In Friedman’s novel, an American archeologist discovers the true nature of her father’s disappearance when she was a child.
Dr. Klara Lieberman is a 49-year-old professor of anthropology with a specialty in archeology at Holbrook College, a small liberal arts institution in southern Maine. She’s alone and emotionally adrift, living a quietly comfortable but emotionally unsatisfying life. One day, she receives a letter from her estranged mother, Bessie, telling her that the Polish government is set to issue reimbursements to people whose property was stolen by the Nazis and the Communists; that group includes her father, David, who was buried in a Jewish cemetery in Warsaw in 1971. Klara is flummoxed; her mother had told her that her father left them when she was 6 years old, though he actually died in a train accident. She grew up knowing virtually nothing about her dad and being estranged from his family in Poland. Eager to meet her paternal aunt, Rachel, and to learn more about her father, she heads overseas; meanwhile, Bessie is only interested in the money. Friedman, a psychotherapist, delicately chronicles Klara’s emotional journey, during which she experiences a great catharsis and finally starts to feel as if she’s found a true home and identity. She also begins a romance with Filip Jablonski, a record-keeper and part-time groundskeeper at the Jewish Cemetery of Warsaw, although Klara’s unresolved trauma due to childhood sexual abuse complicates their relationship. The novel often feels like an academic exercise in psychotherapy; its accounts of Klara’s sessions with a therapist, Dr. Kowalski, feel contrived and didactic. Also, some of the psychological insights feel somewhat stale, as when the author describes Klara’s unsatisfied longing to “find out who she was and where she came from—and even more pressing, a burning need to belong to and be a part of something greater than herself.” That said, this remains a thoughtful book that sensitively explores the emotional possibilities inherent in discovering one’s ancestry. As such, it’s a dramatically powerful work, despite its flaws.
An intelligent and nuanced story of reunion.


Check every line of the entries below for the word "labels". Then give the number of lines that have it, with nothing added.

**** PROVIDED RECORDS ****

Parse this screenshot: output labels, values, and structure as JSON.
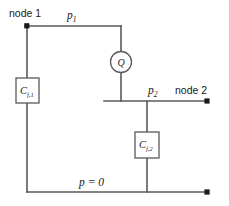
{
  "diagram": {
    "background_color": "#ffffff",
    "wire_color": "#5a5a5a",
    "text_color": "#1a1a1a",
    "labels": {
      "node1": "node 1",
      "node2": "node 2",
      "pressure1_symbol": "p",
      "pressure1_sub": "1",
      "pressure2_symbol": "p",
      "pressure2_sub": "2",
      "ground": "p = 0",
      "source_symbol": "Q",
      "capacitor1_symbol": "C",
      "capacitor1_sub": "f,1",
      "capacitor2_symbol": "C",
      "capacitor2_sub": "f,2"
    },
    "components": [
      {
        "id": "source-q",
        "type": "flow-source",
        "label": "Q",
        "shape": "circle",
        "cx": 121,
        "cy": 62,
        "r": 10.5
      },
      {
        "id": "capacitor-f1",
        "type": "fluid-capacitance",
        "label": "C f,1",
        "shape": "box",
        "x": 16,
        "y": 78,
        "width": 23,
        "height": 25
      },
      {
        "id": "capacitor-f2",
        "type": "fluid-capacitance",
        "label": "C f,2",
        "shape": "box",
        "x": 135,
        "y": 132,
        "width": 24,
        "height": 26
      }
    ],
    "nodes": [
      {
        "id": "node-1-terminal",
        "x": 27,
        "y": 26
      },
      {
        "id": "node-2-terminal",
        "x": 207,
        "y": 101
      },
      {
        "id": "ground-terminal",
        "x": 207,
        "y": 192
      }
    ],
    "wires": [
      {
        "id": "top-rail-node1-to-source",
        "path": "M 27 26 L 121 26"
      },
      {
        "id": "source-stub-top",
        "path": "M 121 26 L 121 51.5"
      },
      {
        "id": "source-stub-bottom",
        "path": "M 121 72.5 L 121 101"
      },
      {
        "id": "node1-branch-to-cap1",
        "path": "M 27 26 L 27 78"
      },
      {
        "id": "cap1-to-ground",
        "path": "M 27 103 L 27 192"
      },
      {
        "id": "ground-rail",
        "path": "M 27 192 L 207 192"
      },
      {
        "id": "node2-rail",
        "path": "M 104 101 L 207 101"
      },
      {
        "id": "cap2-branch-top",
        "path": "M 147 101 L 147 132"
      },
      {
        "id": "cap2-branch-bottom",
        "path": "M 147 158 L 147 192"
      }
    ]
  }
}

****

#### YOUR RESPONSE
2